Warmer, windier, cloudy. March before March.

It's the fifteenth anniversary of the terrorist attack on the World Trade Center. The first one, I mean. I was in DC working in a syndicate bureau at the time, and we learned the news the old-fashioned way: an ALERT on the wires. Green letters on a black screen. We headed to the break room to turn on CNN. It seemed preposterous that anyone would try to topple the towers; such a thing seemed absurd. I don't remember anyone thinking that this was the start of anything - it was a one-off by crazies, and these things happened. It hadn't happened here yet, but it was no surprise that it had finally happened. Then it went away and we got on with the 90s.

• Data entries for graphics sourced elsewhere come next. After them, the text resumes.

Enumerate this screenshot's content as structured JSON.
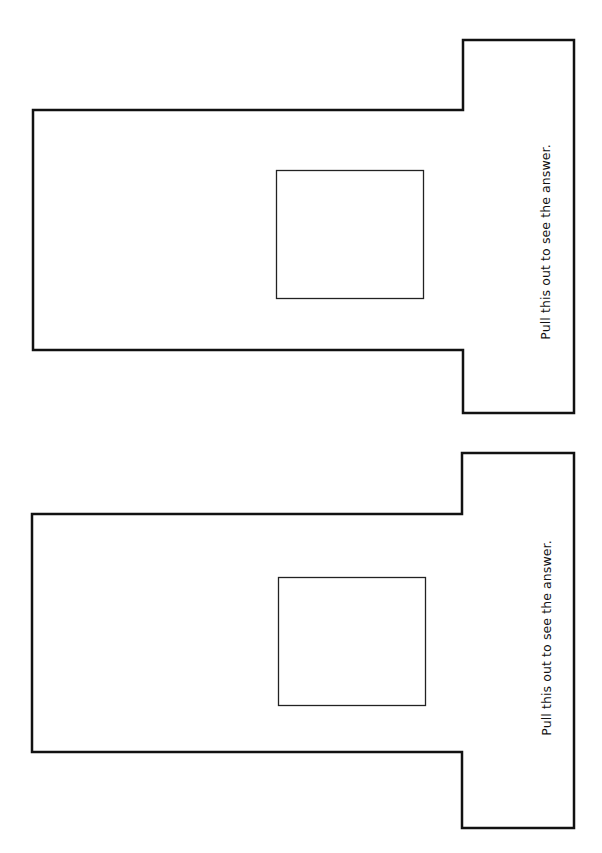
{
  "page": {
    "background": "#ffffff",
    "stroke_color": "#111111"
  },
  "cutouts": [
    {
      "id": "top",
      "tab_label": "Pull this out to see the answer."
    },
    {
      "id": "bottom",
      "tab_label": "Pull this out to see the answer."
    }
  ]
}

I was watching “Saboteur” last night, a nifty, tight little Hitchcock film from ’42. Critics be damned; it’s better than “The 39 Steps.” Certainly looks better, and it has a magnificent villain. All the bad guys, the collaborators, were Americans; only one was allowed a speech to explain his fascist sympathies, and they had to do with power and control, ordering society along efficient lines. But not much ideological cant. Bob Cummings had one brief speech about the strength of America and the freedom-loving nations; it was Simple and Direct and Heartfelt and effective, and would be scissored out by an editor today, because no one would believe that anyone would say those things without six cubic yards of but-studded caveats. 

While working on some other projects I’ve been feeding sheets to the scanner, digitizing the reams of microfiche detritus I’ve printed off over the years. Given the horrible state of the fiche – and the fiche reader, which was a balky, sullen, finicky beast when I started at the paper 10 years ago – I fear there will never be an effort to put it all online. A wretched loss. The smallest things tell you so much – bygone theater ads, second-string music acts (Pappy Trester and his Famous Screwballs!), elegant examples of 20s commercial illustration. For example: here’s something interesting for those interested in grocery stores.

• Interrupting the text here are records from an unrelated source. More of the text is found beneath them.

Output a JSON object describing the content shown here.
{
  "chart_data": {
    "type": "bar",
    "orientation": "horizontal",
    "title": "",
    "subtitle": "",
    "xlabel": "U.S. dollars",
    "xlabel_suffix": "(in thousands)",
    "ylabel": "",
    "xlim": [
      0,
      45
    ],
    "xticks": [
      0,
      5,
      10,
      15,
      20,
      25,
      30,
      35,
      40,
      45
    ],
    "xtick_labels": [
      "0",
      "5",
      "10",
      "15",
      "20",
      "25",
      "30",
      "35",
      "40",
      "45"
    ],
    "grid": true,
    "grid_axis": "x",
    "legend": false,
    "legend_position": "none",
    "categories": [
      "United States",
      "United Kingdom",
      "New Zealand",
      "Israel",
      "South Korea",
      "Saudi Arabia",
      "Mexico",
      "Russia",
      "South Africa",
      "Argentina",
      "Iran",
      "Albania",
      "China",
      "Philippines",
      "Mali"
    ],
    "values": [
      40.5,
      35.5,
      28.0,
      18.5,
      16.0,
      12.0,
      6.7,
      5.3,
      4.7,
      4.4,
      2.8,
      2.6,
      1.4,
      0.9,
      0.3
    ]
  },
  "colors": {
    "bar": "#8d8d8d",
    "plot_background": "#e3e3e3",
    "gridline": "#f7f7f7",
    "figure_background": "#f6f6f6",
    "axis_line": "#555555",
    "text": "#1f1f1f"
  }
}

The Piggly Wiggly System! The layout is an exact science:

Shopping is effortless, eh? Tell that to the people who have to turn around their carts at the end of aisles two and three. It’s a killing zone, I tell you. Since the aisles only have one item, instead of one on each side, I’m guessing things were stacked up and accessible on either side, Double-Indemnity style.

Fruits and vegetables were at the end of the experience, instead of the beginning as they are today.

As for the NRA logo, it’s a reminder of the happy days of FDR’s attempts to revive the economy by pouring a bowl of alphabet soup over its face. The NRA, among other things, was intended to prevent the depredations of competition, and “allowed industry heads to collectively set minimum prices,”  as this rather scant wikipedia entry notes. (The same page relates the story of the tailor who was arrested for charging 35 cents to press a suit; the NRA rules specified the price at 40 cents. So he was arrested. Consider that the next time someone complains that liberty and civil rights have been eliminated in the last 7 years.)

Since the government-approved slogan for the NRA was “We Do Our Part,” businesses that didn’t display the logo were, by implication, not doing their part, and not with the general flow of the modern world, brother. Even movie theaters hastened to assure the public they were doing their part:

Again, imagine that appearing in a modern newspaper tomorrow. You can’t. If you can, you need to stop watching “V is for Vendetta” every weekend and give the dog a long walk.

Here’s Durante shilling for The Man:

And from Busby Berkley’s “Shanghai Lil” number from “Footlight Parade,” a 1933 classic. You want to talk about a climate in which dissent is discouraged? Imagine having reservations about price controls, entering a theater with the NRA logo in the window, and seeing this in a dance number:

 

Here’s the entire sequence; my favorite is the long pan down the bar, which must have made collars hot in some quadrants; Blacks and Jews and Chinee doxies all drinking together! Jingo-rama card-show aside, it's a great sequence, and I'm sure no one went home

 

 

I’ve been blogging here / about the things I dig / Busby and the Piggly Wig.

New comic cover here. See you at buzz.mn.